The Liberty Head Nickel series spans thirty years and dozens of date-and-mintmark combinations. For collectors building a complete set, the true keys are several of the very low mintage Philadelphia issues from the 1880s, including the 1879, 1880, and 1881 dates. These can cost several hundred to several thousand dollars even in circulated grades. The 1912-S is among the more affordable later dates in the series and benefits from a clear historical story.

Every serious collector of the series eventually confronts the five 1913 Liberty Head Nickels, the legendary unauthorized pieces struck by a mint employee. These are not official issues and are not part of a legitimate set, but they loom large over the series' history. Three have individually sold for more than $3 million each at auction. The 1912-S is, by contrast, the final authorized issue from any branch mint in the design's history, a coin you can actually own and enjoy.

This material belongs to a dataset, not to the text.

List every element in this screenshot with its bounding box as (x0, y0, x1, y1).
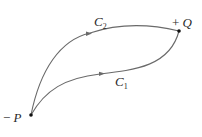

Whether you are starting a Liberty Head Nickel set in circulated grades or searching for a high-grade gem to anchor an advanced registry set, the 1912-S deserves serious attention. It is a coin with a genuine story, verifiable scarcity, and a market that has proven consistent. The combination of historical firsts and measurable rarity makes it one of the more satisfying acquisitions in the entire American type coin landscape.

Storage and Care

Once you own a 1912-S, proper storage protects your investment. Nickel is relatively resistant to corrosion compared to silver, but it is not immune. Inert holders made from Mylar or polyethylene are appropriate for circulated examples. For mint state coins, the hard plastic slabs from PCGS or NGC provide both protection and authentication documentation in one package.

Avoid touching the coin's surfaces with bare fingers. Skin oils leave residue that can cause spotting over time, particularly on bright, original mint state pieces. Handle coins by the edges, and store them in a stable environment with moderate humidity. Temperature fluctuations cause expansion and contraction in holders that can eventually cause hairlines.

If you acquire a raw coin and find it appealing, resist the temptation to clean it even if it looks dull. Original, toned surfaces are what the market wants, and any attempt to brighten a coin generally destroys value. Professional conservation services can address specific problems like PVC contamination from old holders, but brightening or polishing always lowers collector value.

The 1912-S Liberty Head Nickel is a straightforward coin to collect intelligently if you follow these principles: buy certified for MS-64 and above, study auction records before setting a price target, and prioritize original surfaces over flashy appearance. Collectors who approach it this way almost always end up satisfied with their purchases.